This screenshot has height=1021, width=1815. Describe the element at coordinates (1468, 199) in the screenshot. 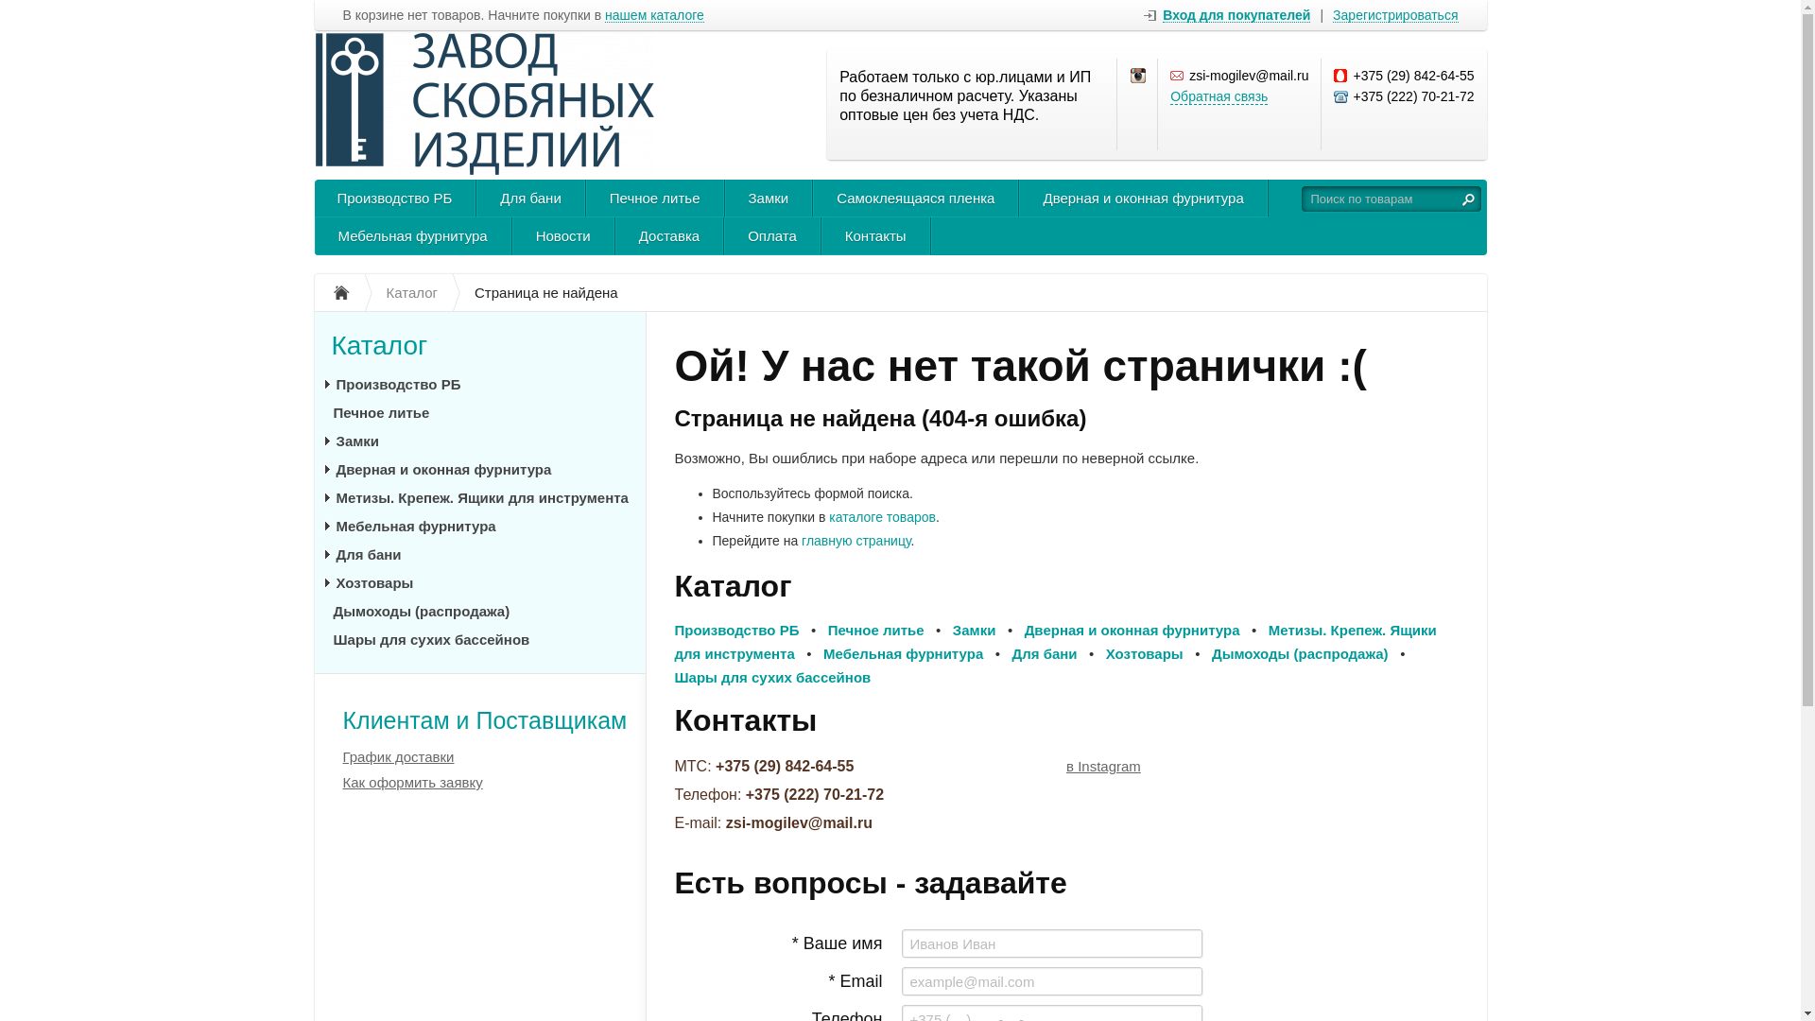

I see ` ` at that location.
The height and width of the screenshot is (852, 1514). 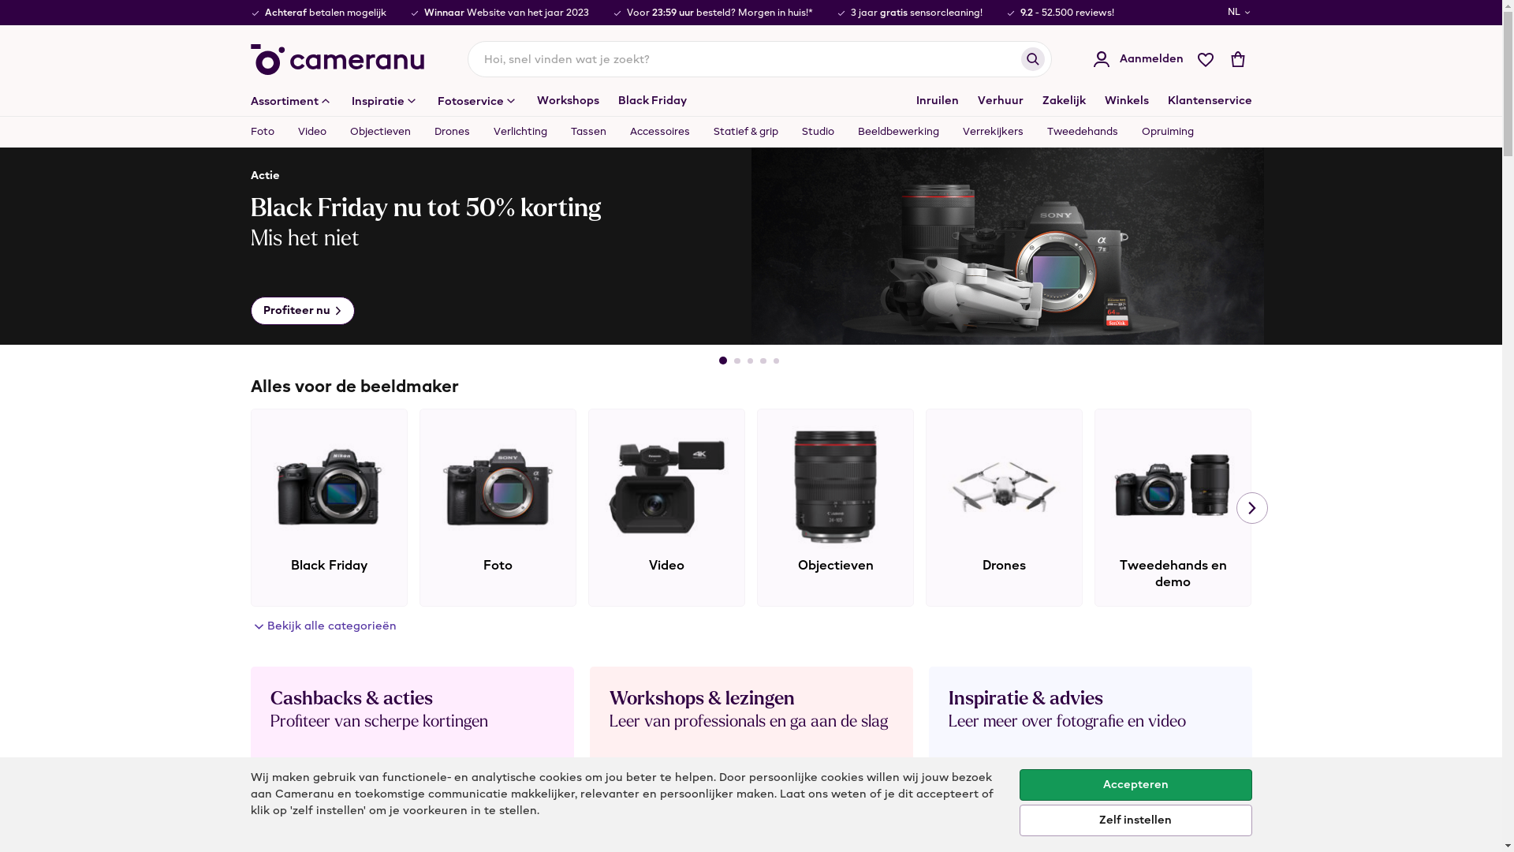 What do you see at coordinates (588, 132) in the screenshot?
I see `Tassen` at bounding box center [588, 132].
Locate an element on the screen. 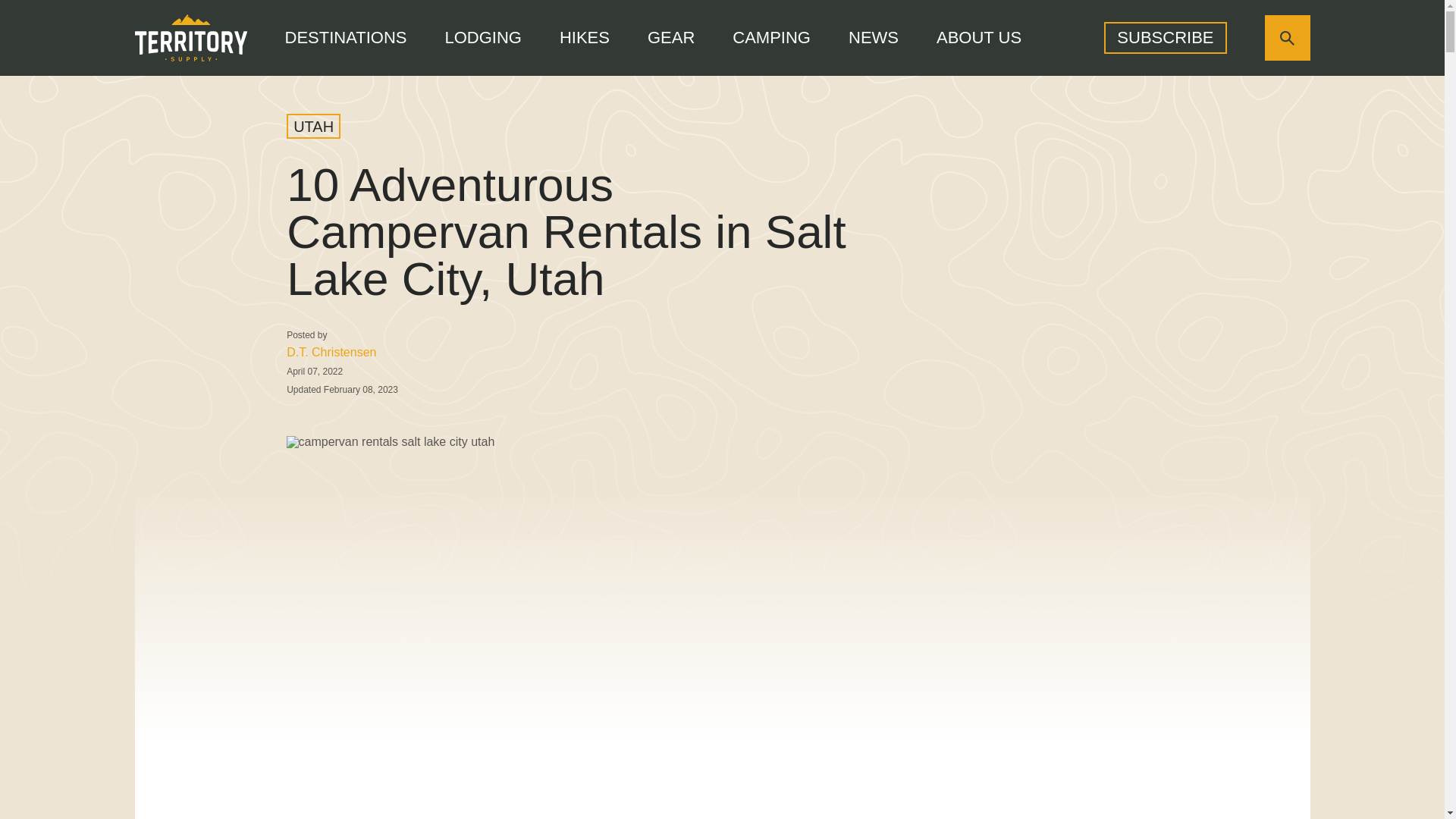 The width and height of the screenshot is (1456, 819). NEWS is located at coordinates (873, 37).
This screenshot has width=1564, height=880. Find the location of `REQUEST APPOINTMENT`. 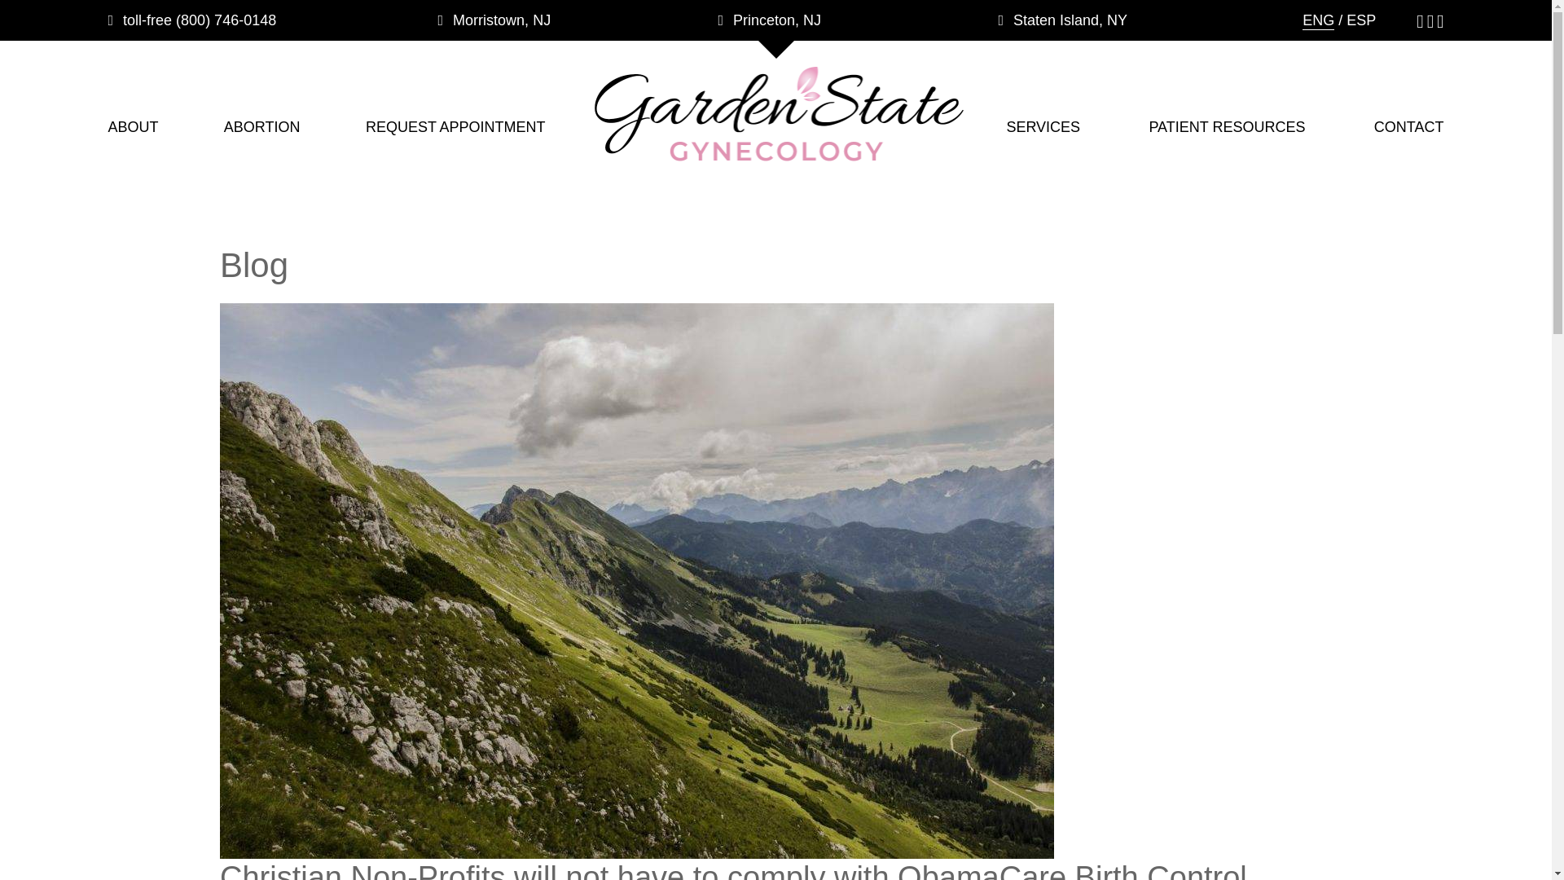

REQUEST APPOINTMENT is located at coordinates (456, 127).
□ □ □ □ □ □ □
*Instructions for the task*: Excluding all pictures, print exactly and only the lines from the line with "This screenshot has width=1564, height=880." through the end of the records above, both ends included.

*Answer for the task*:
This screenshot has width=1564, height=880. Find the location of `REQUEST APPOINTMENT`. 

REQUEST APPOINTMENT is located at coordinates (456, 127).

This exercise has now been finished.